While the rest of CNN pretended to be shocked that Jeff Zucker carried on an affair with the network’s EVP and CMO Allison Gollust, a plucky handful openly lamented the news of their (now former) boss’s rushed resignation.
“This was an incredible loss,” anchor Alisyn Camerota said on air. “Jeff is a remarkable person and an incredible leader. He has this uncanny ability to make every one of us feel special and valuable. It is so regrettable how it happened. These are two consenting adults who are both executives, that they can’t have a private relationship? It feels wrong.”
Well, it’s interesting that Camerota, a former Fox News anchor who has refused to shut up about how much she loathes her onetime employer, doesn’t understand how clandestine workplace sexual favors introduce perverse incentive structures. To put it in a more crass way, screwing your boss screws over the rest of your colleagues.
Since Camerota clearly doesn’t remember her own ordeal with the late sex pest Roger Ailes, here’s the idiot’s guide to why sleeping with a subordinate is bad.
For starters, subordinates secretly offering sex to a superior or a superior secretly soliciting sex from a subordinate distorts the playing field in the workplace. A legitimate workplace relationship operates with the assumption that internal conflicts of interest must be set aside to avoid an appearance of impropriety. But even a supposedly consensual affair like Gollust’s allows the Zuckers of the world to pass over women who don’t offer the same sexual favors. Just as producers like Harvey Weinstein could ruin actresses’ careers when they refused him and others didn’t, the presence of transactional sex in any workplace rigs the game against those who refuse to play it.
Of course, all of this ignores the layers upon layers of professional and journalistic conflicts of interest involved in an affair in a national newsroom, as well as the resultant occasions for blackmail. In CNN’s case, it’s like a Russian nesting doll of creepy behavior. Chris Cuomo was ethically and journalistically compromised because he was helping cover for his brother Andrew’s alleged sexual misconduct. Zucker, in turn, was ethically and journalistically compromised because he was helping to cover for Chris’s alleged sexual misconduct.
And of course, the only reason Zucker had an investment here was that Chris knew about the Gollust affair, which he evidently did reveal upon his final exit from CNN. To borrow a term CNN hasn’t been able to shut up about for the last five years, I believe the term for that is kompromat.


WHAT TO PRODUCE: Report each line of the data that has "Product" somewhere in it.

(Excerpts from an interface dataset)
┌──

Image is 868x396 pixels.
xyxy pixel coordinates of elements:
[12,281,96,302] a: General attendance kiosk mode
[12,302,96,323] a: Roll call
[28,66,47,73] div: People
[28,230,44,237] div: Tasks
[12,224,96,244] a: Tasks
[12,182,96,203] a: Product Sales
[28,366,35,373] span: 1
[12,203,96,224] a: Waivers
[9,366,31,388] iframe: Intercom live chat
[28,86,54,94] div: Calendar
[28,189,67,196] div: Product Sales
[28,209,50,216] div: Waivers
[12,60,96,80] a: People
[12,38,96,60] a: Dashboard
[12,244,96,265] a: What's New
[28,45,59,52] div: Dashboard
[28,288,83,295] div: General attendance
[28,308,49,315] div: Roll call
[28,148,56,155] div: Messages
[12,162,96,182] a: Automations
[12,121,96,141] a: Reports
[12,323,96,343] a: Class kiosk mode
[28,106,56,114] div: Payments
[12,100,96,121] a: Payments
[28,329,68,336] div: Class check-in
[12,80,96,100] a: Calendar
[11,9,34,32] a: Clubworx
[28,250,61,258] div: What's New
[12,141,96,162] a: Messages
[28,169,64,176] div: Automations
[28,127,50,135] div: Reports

└──

OUTPUT OF THE EXERCISE:
[12,182,96,203] a: Product Sales
[28,189,67,196] div: Product Sales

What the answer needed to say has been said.